Lloyd Evans Lloyd Evans

Old Vic’s Tree: Beckett plus Seinfeld – plus swearing

Plus: Trafalgar Studios’s Donkey Heart is warm and rich but also contrived

issue 17 January 2015

‘Fucking hell. You twat. Fuck off. Fuck. Fuck.’ These dispiriting words are the opening line of Tree, a newish play by the lugubrious comic Daniel Kitson, whose stand-up show once transported me into the heavenly arms of Lethe. His script opens with a chance encounter between two oddball smart Alecs. The outdoor setting, borrowed from Beckett, is a suburban cul-de-sac where a single tree is about to shed its autumn raiment. One man crouches in the branches, another stands below. They exchange confidences, observations, food and witticisms. At the end, one departs.

This is a play of quips and anecdotes but no significant action. The tree-dweller is an eco-warrior protesting at the council’s policy of bough amputation and trunk eradication. The man below is a married solicitor hoping to share a date with a prospective girlfriend. Neither story makes sense. The protestor claims to be a local landlord who has inhabited his tree for nine years with the help of two friendly clients who deliver mail and meals to him as a condition of their tenancy. The man below appears to have chosen the unlikeliest spot on earth, a suburban pavement, for a date with his heart’s desire.

This deliberate absurdity is the glory of the play. Kitson, an immensely resourceful wordsmith, sets out to goad and tease the audience by daring us to believe the preposterous twaddle each man is telling the other. Both characters are witty, anti-authoritarian eccentrics with a love of literary swordplay. The dialogue is wonderful. It has the dense and exuberant springiness of Seinfeld but with a refreshing and authentic English flavour. Plus a lot of swearing. It’s hard to convey its virtues in tiny excerpts but I’ll try. Man below contends that surrendering one’s bus seat to a woman isn’t virtuous but narcissistic: ‘You’re just making 30 other cunts think you’re a fucking champion.’ I know. It doesn’t work in brief snatches. You’ll have to see the play (and if you miss the present run you can be sure it’ll pop up elsewhere).

Let me add two health warnings. The script lays out all kinds of plot threads with enormous inventiveness and charm. The intrigued play-goer watches these narrative filaments spinning forth and expects to be stunned and delighted at the finale when two loose ends are miraculously conjoined in an explosion of storytelling joy. This doesn’t happen, I’m afraid. Kitson delivers a cop-out ending that lacks even the courage of its own indecision. The dénouement is left dangling in a futile limbo. The youngsters in the stalls didn’t seem to mind too much and they responded throughout the show with Jack-in-the-box surges of euphoric laughter. But the older viewers, I noticed, watched with unsmiling lips and Easter Island disdain.

Donkey Heart, by Moses Raine, is about skint Muscovites learning to cope with the new killer capitalism whose code has replaced the old murdering Marxism. Characters galore crowd into a tiny one-loo flat. There’s silly Tom, angry Sasha, shifty Natalia, frosty Ivan, drippy Zhenya, kindly Alexander, nutty Petya, pouty Clara and quirky Kolya.

The storylines pile up. Petya wants to dodge the draft by getting himself certified insane. Tom, an English thickhead, is loitering in the boxroom vaguely hoping to pork Sasha, the family sex bomb, who still pines for her Parisian spooning partner. Wise old Alexander mourns his long-lost son who was arrested by the KGB, aged 12, and later executed. Schoolboy Kolya likes to scandalise the elders by downing shots of vodka and daubing his face with a Hitler moustache. ‘I’ve got nits,’ he declares to a guest. ‘I wonder what it’s like to have sex.’

The play’s warmth and richness are skilfully realised in this production by Nina Raine (Moses’s sis), but the wonky structure delivers a few creaks and parps. There are too many organisms squirming in the maggot pot. The parents, Zhenya and Ivan, have no room to flex their personalities and Tom is barely a hairdo with a heartbeat. And the focus goes all blurry in places. Act One follows the Tom–Sasha collision. Act Two parks that pile-up in the corridor, and turns into A Hunt for Ivan’s Mistress. The quarry is uncovered, in a cunning subplot, when an incriminating conversation is secretly recorded. Admirable though the narrative is, it creates the impression that Raine is declaring an opinion through the text rather than letting it emerge from the spontaneous actions of his characters. Result: an ingenious psychological proof rather than a slice of family life. What he wants to tell us is that the Soviet culture of eavesdropping and denunciation is not a specialism of commie dictatorships but a universal failing. A fair point, artfully made, but with a tad too much contrivance for comfort.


• _YOUR GOAL_: In the lines below, look for "countries". Copy each line where it appears.

• _DATA FOR THE TASK_:
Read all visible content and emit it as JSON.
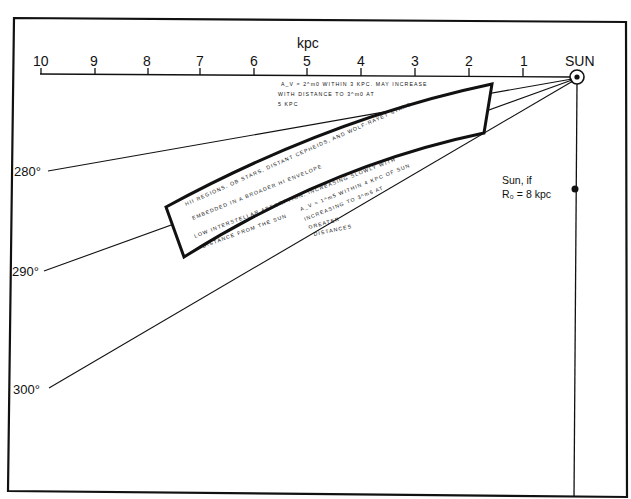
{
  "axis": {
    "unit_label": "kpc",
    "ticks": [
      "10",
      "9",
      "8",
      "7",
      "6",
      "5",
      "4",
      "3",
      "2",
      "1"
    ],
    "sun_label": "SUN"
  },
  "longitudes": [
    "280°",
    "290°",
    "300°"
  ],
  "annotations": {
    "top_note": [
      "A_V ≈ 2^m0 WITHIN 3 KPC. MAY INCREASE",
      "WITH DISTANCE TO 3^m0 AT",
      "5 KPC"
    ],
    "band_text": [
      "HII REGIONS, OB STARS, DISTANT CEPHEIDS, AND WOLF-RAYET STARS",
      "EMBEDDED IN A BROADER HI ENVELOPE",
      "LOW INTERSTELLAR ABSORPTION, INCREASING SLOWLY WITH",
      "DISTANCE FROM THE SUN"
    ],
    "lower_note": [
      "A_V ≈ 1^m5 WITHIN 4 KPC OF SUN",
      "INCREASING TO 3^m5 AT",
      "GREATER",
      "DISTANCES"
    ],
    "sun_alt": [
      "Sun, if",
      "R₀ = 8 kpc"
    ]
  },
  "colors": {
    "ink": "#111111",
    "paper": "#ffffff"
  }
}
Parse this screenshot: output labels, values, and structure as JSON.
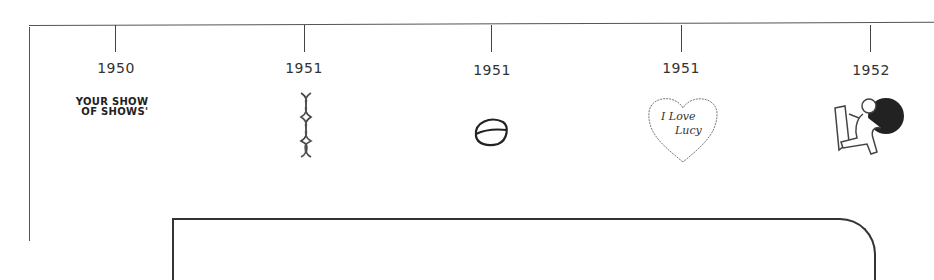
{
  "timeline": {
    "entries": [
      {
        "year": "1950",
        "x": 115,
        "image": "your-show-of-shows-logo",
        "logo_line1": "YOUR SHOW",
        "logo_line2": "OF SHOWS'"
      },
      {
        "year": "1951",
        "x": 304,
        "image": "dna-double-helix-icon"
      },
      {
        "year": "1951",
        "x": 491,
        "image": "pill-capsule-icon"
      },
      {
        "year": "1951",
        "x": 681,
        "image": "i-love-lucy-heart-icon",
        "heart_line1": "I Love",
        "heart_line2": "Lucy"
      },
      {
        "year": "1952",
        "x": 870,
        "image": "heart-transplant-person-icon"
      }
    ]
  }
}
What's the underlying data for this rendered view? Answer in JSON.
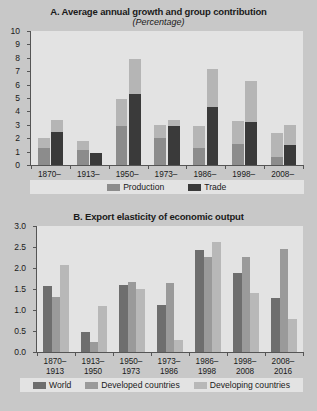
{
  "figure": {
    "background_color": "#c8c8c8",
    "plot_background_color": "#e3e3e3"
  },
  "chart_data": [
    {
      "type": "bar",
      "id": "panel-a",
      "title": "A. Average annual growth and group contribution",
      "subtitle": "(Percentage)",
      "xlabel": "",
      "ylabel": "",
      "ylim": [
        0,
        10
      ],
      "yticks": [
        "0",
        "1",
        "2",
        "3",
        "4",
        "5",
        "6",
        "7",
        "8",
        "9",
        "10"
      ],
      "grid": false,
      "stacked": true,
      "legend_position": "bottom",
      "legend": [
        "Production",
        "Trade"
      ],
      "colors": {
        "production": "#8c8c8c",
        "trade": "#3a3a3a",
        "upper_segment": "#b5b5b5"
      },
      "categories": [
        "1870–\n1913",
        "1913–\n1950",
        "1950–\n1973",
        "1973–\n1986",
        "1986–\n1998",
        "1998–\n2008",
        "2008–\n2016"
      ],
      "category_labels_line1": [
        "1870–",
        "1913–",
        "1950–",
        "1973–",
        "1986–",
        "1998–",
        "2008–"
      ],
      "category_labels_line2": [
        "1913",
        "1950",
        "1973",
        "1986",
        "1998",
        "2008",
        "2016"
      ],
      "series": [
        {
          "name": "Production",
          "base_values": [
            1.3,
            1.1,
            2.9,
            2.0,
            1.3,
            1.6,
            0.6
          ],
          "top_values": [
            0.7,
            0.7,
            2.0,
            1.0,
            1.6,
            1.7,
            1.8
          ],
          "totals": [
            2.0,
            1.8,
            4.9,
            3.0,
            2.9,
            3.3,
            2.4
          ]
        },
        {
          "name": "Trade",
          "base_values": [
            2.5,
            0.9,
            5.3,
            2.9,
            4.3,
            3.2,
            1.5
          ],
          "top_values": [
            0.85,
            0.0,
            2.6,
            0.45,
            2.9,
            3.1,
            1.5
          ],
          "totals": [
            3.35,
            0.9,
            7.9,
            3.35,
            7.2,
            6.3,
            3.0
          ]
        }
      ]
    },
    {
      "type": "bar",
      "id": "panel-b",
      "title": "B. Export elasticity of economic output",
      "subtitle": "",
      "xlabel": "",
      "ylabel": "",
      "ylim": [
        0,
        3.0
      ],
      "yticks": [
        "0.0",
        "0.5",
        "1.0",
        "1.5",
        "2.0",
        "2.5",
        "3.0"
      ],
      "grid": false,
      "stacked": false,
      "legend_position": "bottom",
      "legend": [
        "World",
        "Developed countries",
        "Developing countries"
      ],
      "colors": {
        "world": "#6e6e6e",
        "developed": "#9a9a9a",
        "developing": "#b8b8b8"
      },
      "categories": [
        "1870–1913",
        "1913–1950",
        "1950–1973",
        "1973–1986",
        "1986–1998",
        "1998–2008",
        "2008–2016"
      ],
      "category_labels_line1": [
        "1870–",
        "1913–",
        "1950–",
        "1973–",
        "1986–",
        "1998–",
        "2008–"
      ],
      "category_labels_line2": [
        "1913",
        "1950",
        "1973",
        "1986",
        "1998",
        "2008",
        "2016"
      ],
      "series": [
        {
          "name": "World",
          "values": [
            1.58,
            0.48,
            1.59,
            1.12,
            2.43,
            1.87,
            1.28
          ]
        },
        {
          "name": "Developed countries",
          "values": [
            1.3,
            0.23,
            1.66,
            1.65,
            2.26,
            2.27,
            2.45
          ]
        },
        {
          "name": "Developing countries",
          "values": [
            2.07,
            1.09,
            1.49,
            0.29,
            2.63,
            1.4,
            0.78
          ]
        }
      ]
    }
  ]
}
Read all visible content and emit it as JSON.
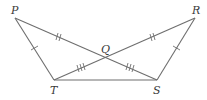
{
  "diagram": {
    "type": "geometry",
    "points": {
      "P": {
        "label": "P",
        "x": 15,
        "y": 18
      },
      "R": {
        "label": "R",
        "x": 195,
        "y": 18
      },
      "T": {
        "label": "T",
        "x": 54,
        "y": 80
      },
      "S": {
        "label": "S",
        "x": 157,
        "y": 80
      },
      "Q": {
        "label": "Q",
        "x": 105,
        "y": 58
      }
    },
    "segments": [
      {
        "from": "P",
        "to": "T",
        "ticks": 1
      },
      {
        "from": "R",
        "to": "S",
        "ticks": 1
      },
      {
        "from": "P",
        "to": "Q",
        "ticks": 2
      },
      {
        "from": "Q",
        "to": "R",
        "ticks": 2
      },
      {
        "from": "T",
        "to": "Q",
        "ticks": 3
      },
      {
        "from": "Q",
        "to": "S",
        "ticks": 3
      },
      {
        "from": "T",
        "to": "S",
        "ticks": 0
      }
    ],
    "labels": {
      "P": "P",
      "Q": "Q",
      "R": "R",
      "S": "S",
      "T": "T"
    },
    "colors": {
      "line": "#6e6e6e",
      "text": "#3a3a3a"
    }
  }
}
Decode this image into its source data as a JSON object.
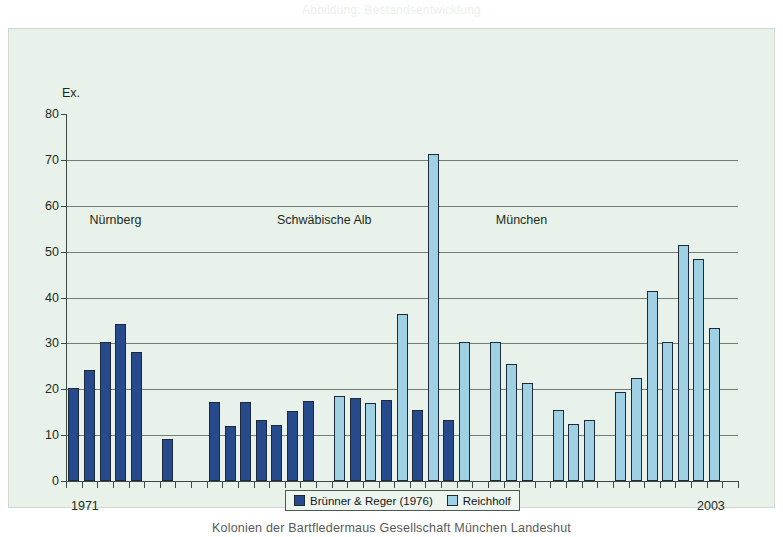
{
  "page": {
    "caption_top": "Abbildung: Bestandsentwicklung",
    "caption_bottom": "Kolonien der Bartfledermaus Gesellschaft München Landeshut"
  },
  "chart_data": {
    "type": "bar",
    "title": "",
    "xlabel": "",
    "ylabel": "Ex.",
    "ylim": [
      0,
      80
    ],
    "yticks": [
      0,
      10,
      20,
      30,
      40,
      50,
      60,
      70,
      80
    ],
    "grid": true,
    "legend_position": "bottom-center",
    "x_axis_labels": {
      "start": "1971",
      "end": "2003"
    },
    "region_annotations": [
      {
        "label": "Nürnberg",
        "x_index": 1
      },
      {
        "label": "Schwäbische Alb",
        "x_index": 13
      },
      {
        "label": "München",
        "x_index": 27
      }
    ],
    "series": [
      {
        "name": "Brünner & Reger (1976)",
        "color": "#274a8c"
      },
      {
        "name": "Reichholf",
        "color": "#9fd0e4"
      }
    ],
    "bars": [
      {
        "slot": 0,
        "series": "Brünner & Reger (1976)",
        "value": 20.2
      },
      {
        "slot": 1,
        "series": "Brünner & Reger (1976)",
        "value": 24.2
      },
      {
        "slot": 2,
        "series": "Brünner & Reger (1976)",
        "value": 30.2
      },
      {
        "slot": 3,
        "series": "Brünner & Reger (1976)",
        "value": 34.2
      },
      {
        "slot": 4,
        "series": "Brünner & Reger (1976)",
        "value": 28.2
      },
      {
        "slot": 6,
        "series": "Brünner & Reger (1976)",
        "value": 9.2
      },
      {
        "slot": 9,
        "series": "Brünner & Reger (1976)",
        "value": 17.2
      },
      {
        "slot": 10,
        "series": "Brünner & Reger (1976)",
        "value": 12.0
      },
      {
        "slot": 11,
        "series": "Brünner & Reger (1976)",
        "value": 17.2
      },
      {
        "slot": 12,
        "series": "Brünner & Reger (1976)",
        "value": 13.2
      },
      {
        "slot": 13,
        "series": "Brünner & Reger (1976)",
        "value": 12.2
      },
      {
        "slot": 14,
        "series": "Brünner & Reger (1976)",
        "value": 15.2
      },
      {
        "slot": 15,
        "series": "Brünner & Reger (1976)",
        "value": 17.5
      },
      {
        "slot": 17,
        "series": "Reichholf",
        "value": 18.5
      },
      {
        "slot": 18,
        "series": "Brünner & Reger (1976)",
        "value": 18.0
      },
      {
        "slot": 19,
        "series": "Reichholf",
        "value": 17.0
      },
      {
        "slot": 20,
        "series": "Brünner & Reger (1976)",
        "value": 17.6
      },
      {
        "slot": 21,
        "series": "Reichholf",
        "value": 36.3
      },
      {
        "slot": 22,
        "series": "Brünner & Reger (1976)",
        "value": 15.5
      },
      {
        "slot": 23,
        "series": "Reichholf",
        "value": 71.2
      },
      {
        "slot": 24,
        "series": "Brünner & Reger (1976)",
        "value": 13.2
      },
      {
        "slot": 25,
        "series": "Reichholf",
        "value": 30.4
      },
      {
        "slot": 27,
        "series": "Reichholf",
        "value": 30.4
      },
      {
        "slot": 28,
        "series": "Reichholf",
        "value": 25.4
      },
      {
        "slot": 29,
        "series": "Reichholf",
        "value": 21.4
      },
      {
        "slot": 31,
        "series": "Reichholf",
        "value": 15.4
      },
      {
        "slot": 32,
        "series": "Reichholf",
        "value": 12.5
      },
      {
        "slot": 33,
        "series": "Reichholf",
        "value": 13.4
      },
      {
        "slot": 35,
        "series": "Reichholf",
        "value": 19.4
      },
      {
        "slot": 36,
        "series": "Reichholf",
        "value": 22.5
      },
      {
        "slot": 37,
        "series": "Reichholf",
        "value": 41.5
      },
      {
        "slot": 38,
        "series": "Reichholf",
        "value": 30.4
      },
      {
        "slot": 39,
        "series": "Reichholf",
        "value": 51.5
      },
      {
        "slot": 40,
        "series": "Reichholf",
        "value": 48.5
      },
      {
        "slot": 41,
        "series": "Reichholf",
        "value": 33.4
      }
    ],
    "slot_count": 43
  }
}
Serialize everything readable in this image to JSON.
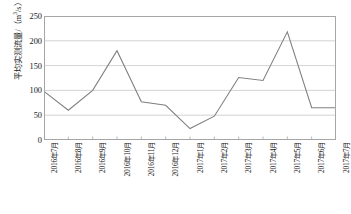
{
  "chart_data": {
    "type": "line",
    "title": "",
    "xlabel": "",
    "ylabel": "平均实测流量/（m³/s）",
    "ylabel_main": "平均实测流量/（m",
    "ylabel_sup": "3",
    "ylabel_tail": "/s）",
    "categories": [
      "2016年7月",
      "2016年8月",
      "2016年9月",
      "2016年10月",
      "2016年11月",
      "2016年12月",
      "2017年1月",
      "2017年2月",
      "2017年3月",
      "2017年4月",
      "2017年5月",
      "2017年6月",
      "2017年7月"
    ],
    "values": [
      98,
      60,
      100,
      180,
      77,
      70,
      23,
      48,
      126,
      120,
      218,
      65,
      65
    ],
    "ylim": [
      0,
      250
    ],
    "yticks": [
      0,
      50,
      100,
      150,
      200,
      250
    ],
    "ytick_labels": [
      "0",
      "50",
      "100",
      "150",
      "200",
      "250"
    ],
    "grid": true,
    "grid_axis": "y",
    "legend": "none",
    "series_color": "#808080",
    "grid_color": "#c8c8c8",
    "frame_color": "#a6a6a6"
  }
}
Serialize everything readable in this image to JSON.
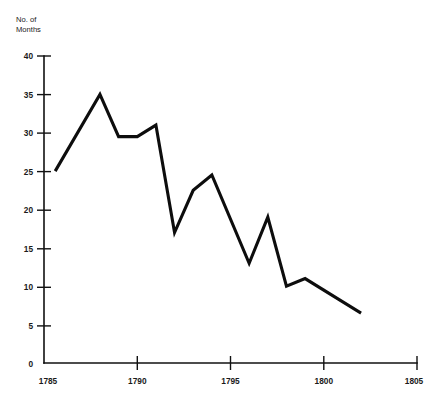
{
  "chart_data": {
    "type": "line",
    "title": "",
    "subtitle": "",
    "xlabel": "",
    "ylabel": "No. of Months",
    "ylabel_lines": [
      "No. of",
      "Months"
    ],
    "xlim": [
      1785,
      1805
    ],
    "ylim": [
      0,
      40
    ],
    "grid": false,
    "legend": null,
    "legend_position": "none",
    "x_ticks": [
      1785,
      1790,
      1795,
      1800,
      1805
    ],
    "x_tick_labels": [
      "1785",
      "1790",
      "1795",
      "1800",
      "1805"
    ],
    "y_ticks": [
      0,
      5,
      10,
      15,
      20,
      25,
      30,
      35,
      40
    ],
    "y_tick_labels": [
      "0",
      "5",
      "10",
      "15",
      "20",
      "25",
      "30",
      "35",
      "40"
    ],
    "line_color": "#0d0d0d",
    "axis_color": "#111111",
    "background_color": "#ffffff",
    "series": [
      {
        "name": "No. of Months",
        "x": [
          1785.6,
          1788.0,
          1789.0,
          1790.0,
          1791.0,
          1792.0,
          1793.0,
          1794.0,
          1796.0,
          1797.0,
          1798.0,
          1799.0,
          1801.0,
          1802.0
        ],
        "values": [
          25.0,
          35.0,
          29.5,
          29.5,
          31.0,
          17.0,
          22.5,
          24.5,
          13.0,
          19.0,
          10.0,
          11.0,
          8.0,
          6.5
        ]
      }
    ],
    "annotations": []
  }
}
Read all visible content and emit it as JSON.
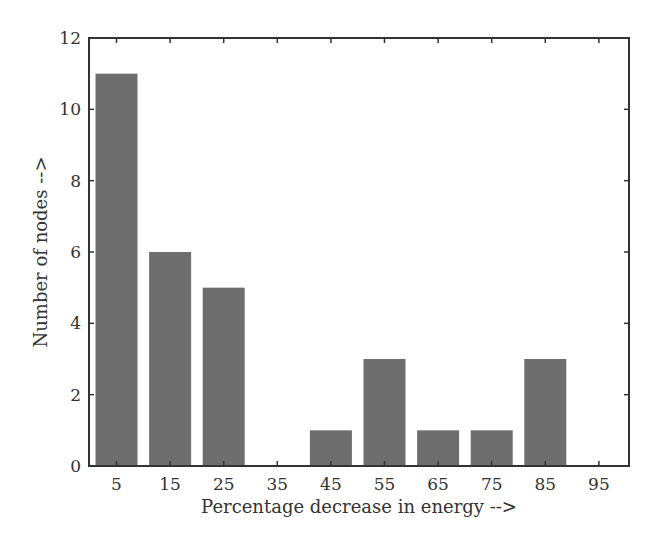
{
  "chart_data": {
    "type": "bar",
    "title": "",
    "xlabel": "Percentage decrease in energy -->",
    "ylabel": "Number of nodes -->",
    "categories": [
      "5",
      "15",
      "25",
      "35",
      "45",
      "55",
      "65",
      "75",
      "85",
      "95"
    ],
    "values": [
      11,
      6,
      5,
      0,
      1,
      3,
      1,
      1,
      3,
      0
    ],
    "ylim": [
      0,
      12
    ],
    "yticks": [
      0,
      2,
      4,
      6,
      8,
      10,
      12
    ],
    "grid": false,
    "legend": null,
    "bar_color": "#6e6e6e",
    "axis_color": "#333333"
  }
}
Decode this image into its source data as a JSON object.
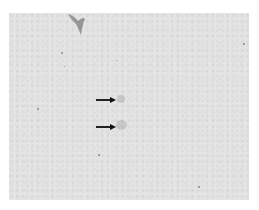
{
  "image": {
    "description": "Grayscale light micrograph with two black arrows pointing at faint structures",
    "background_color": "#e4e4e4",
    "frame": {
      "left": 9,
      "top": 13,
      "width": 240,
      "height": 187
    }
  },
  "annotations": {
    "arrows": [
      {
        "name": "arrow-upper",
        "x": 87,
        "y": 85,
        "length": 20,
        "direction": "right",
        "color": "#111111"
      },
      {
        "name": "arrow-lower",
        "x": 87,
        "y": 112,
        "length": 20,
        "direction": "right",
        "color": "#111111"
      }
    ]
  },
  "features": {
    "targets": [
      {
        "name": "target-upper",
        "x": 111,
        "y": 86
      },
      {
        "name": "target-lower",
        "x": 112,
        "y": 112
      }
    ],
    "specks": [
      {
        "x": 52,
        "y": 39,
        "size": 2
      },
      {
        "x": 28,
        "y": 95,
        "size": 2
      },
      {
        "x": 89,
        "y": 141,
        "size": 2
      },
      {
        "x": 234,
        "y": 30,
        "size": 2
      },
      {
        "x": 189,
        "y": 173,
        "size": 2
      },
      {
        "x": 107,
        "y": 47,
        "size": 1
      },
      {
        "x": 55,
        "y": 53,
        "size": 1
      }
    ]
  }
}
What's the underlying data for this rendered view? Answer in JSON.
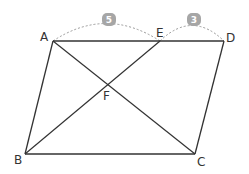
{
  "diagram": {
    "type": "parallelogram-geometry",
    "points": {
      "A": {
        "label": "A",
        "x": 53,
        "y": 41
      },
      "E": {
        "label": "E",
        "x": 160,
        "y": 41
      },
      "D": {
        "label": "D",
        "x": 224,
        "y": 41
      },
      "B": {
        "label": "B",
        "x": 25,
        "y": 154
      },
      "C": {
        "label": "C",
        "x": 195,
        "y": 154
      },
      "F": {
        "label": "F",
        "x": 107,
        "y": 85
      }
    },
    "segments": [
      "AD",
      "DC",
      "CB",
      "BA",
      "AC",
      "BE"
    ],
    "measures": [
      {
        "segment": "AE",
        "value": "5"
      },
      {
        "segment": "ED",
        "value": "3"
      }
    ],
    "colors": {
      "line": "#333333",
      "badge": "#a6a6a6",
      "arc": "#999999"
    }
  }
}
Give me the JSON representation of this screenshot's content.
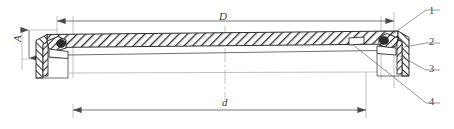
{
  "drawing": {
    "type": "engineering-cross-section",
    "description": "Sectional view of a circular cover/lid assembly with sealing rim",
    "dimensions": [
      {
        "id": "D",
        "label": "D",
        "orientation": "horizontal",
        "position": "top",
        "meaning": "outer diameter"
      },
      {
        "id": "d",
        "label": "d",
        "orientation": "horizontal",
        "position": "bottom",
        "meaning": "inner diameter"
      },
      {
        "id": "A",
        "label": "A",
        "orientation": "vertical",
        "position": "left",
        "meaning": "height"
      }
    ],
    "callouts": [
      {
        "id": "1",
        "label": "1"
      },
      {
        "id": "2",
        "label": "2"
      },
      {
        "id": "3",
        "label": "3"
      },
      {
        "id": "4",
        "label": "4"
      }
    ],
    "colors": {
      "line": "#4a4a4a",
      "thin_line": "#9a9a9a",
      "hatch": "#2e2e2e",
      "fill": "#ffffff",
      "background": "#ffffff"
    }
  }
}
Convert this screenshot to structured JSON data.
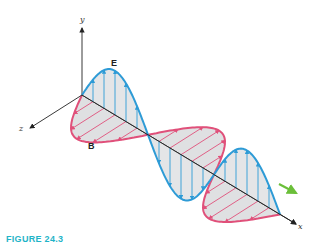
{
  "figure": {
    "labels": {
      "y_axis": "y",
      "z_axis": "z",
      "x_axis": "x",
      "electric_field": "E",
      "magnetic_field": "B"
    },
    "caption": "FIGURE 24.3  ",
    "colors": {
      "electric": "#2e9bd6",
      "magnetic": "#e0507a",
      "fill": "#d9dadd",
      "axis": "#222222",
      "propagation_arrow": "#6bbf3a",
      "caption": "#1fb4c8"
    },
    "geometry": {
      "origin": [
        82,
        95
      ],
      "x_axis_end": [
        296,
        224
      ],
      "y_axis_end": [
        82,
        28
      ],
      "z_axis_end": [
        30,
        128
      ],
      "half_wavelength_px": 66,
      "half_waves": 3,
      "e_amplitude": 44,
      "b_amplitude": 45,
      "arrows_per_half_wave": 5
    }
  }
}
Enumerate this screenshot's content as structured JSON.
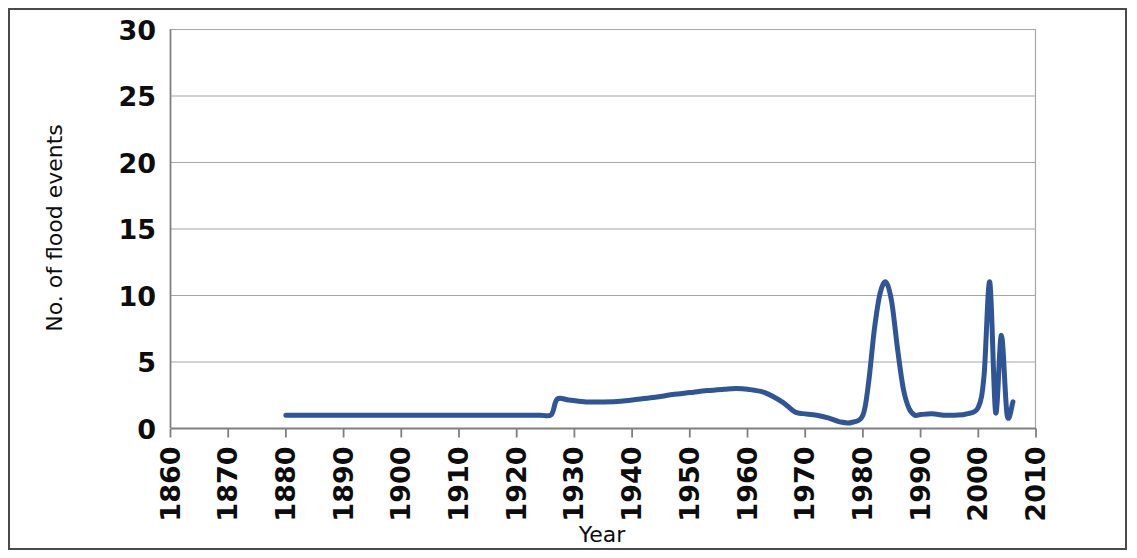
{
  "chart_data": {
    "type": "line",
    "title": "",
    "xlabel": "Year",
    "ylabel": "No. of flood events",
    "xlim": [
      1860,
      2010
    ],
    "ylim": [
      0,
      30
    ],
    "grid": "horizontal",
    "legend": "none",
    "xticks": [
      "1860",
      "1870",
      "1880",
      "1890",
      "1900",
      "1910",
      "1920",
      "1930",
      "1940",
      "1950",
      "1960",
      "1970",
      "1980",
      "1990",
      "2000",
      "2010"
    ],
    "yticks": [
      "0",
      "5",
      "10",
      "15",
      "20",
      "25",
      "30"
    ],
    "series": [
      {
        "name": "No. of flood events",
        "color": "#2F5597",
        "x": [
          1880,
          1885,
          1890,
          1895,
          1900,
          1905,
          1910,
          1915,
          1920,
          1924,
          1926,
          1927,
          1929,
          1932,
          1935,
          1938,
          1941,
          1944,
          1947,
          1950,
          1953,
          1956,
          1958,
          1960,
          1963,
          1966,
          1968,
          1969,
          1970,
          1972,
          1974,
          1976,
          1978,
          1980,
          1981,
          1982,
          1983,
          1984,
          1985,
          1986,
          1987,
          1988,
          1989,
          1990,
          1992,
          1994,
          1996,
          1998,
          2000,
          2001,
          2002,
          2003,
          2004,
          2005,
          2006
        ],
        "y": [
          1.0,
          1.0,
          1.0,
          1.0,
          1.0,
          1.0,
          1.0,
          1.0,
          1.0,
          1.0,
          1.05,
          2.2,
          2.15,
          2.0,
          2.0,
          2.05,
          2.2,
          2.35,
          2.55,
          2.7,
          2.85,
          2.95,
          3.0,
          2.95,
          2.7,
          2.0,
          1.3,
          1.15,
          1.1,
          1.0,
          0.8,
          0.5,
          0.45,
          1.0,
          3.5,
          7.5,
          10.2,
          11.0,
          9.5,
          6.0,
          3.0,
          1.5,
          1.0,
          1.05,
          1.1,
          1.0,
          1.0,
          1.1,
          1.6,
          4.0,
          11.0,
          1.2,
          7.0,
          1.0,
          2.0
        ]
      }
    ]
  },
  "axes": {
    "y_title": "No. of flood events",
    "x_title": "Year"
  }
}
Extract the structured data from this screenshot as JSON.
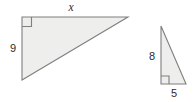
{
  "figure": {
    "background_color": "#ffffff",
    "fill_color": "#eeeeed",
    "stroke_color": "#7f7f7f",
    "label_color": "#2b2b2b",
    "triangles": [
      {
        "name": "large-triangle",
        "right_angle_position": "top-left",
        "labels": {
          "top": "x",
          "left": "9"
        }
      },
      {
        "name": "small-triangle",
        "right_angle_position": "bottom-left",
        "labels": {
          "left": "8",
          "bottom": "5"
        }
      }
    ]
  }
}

• _WRITTEN REPLY_:
        "Developed countries",
        "Developing countries"
          "name": "Developed countries",
          "name": "Developing countries",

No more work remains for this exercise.